Review: The Maddening Rain, Old Red Lion Theatre

“You think you can live by your own rules…”

Felix Scott, star of one man show The Maddening Rain, was apparently in Inception. I can’t say I noticed him but then I wasn’t looking out for him, IMDB says he was playing ‘businessman’ and looking back I think he was in the bar in the middle section of the whole dream sequence. But I did however recognise him from his numerous turns in the Tricycle’s Women, Power and Politics season of plays so was keen to see what move he made next.

The Maddening Rain is a monologue from Nicholas Pierpan, following the fortunes of a man who arrives in London from Leicester and is soon swept up into the cut-throat world of corporate finance with its endless chasing of women and profit. As the financial crisis hits the City though, we then see the impact of the global recession from a different perspective.
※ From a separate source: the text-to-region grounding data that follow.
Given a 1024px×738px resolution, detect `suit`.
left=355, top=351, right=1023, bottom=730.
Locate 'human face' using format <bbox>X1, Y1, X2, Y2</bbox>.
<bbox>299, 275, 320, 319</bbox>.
Director Matthew Dunster’s approach feels fairly minimal in that it is full of subtleties rather than grand statements, which works in some respects and not in other. The shifting mood lighting and muted soundscape were both really effective, but in not giving Scott much rein to move around, the production just feels too static too often.
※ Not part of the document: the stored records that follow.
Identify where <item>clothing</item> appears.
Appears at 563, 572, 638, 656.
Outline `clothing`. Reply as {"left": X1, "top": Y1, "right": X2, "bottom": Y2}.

Which is a shame, as Scott’s performance is often mesmerizingly good. Navigating his way through an unfriendly world, looking for money, hoping for love, our narrator treads the line of likeability and it is Scott’s affability that pulls you through, his impersonations of the people around him are often hilarious. But there’s not enough material for him to genuinely work with and get ‘into’, it ultimately feels quite self-conscious.
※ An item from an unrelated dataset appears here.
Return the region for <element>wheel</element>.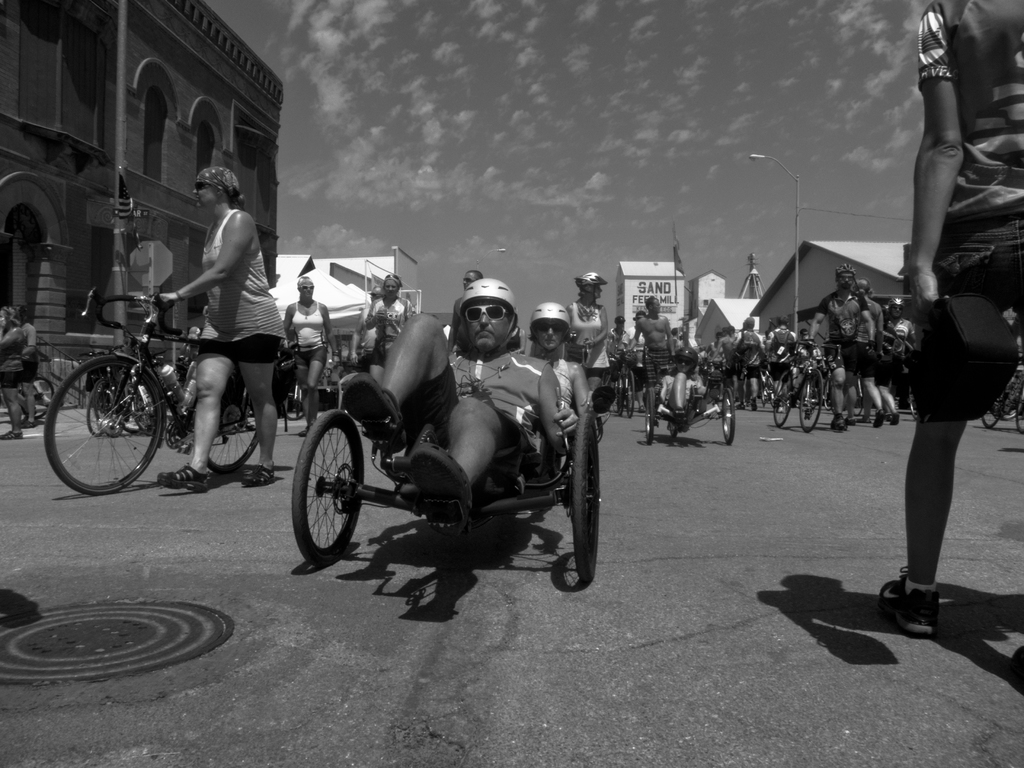
(624, 371, 636, 415).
Maybe the problem is that this play has arrived too late on the stage here. We know the outcome before it starts so there’s no dramatic tension in that respect, but for a piece dealing with such a hot-topic issue, it tells us nothing new and provides no real insight into what it was like as we’re asked too often to sympathise with the narrator like he’s not truly of that world and so it negates even the chance that this is could be an insider’s view of what happened.